2017-07-17

American Mood Sours

BI: Americans are less happy than they were 10 years ago — and money alone can't fix it
Americans were first asked that question in 2006, and in 2007 the US had the third-highest happiness results of 23 OECD countries. Today, that response is at its lowest point yet, ranking 19th of 34 OECD countries.

"America's crisis is, in short, a social crisis, not an economic crisis,"economist and Columbia University professor Jeffrey D. Sach wrote in a chapter of the report called "Restoring American Happiness."

Sachs mentions that while per capita GDP — an indicator used to gauge the economic health of a country — is rising, happiness is falling.
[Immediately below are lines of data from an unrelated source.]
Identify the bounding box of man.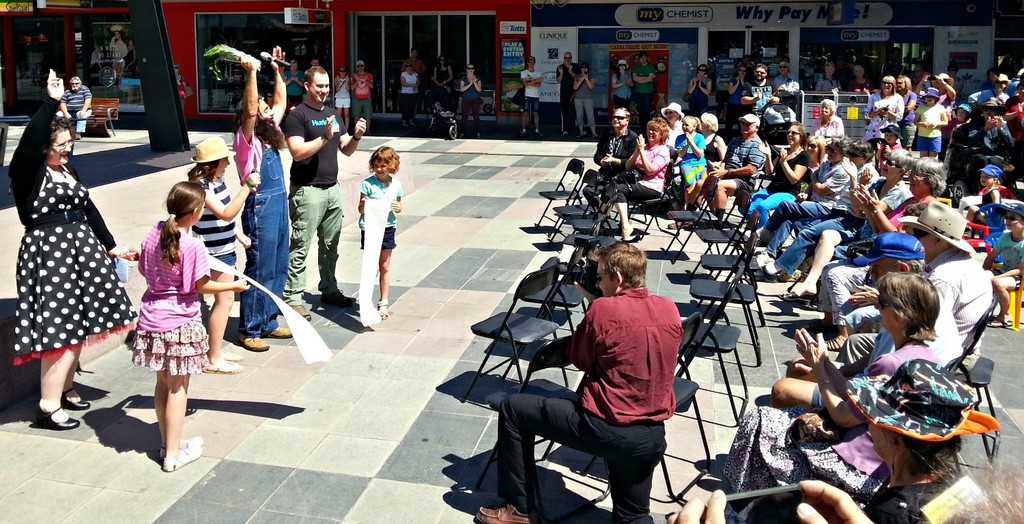
locate(554, 49, 583, 143).
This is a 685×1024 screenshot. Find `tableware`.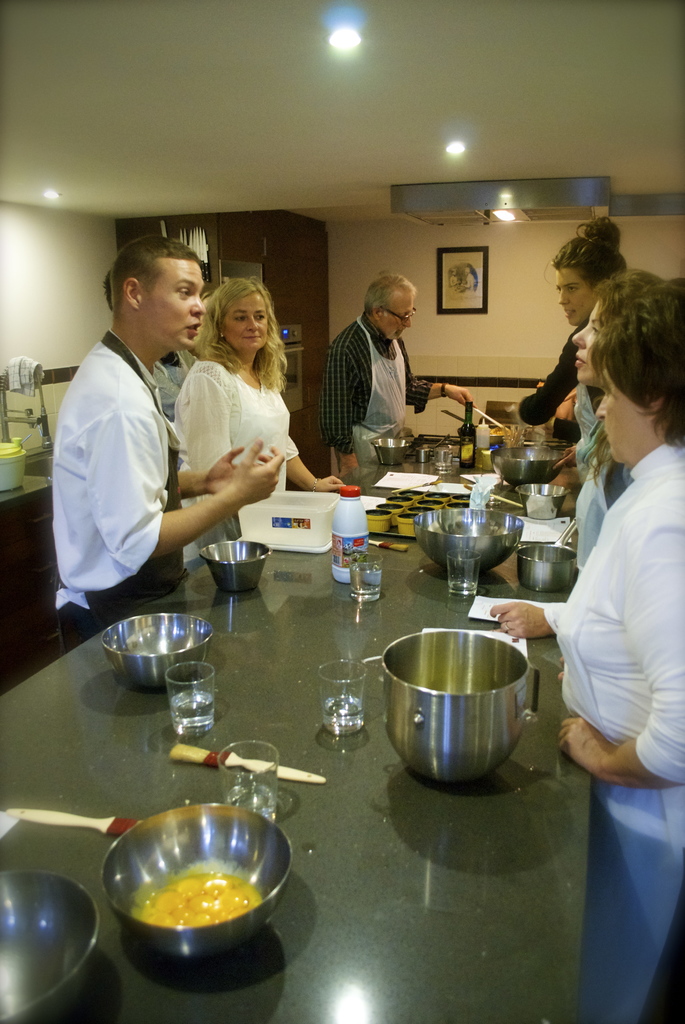
Bounding box: (0,867,101,1023).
"The United States can and should raise happiness by addressing America's multi-faceted social crisis—rising inequality, corruption, isolation, and distrust—rather than focusing exclusively or even mainly on economic growth, especially since the concrete proposals along these lines would exacerbate rather than ameliorate the deepening social crisis," he wrote.
The scale of crisis is far greater than any time at least since the 1930s. Correcting these problems requires a decline in social mood because people don't reform until mood turns negative. Rising mood will increase the very problems that need to be fixed because diversity and immigration increase isolation, distrust, corruption and inequality. Social mood is in a bear market and the low lies in the future.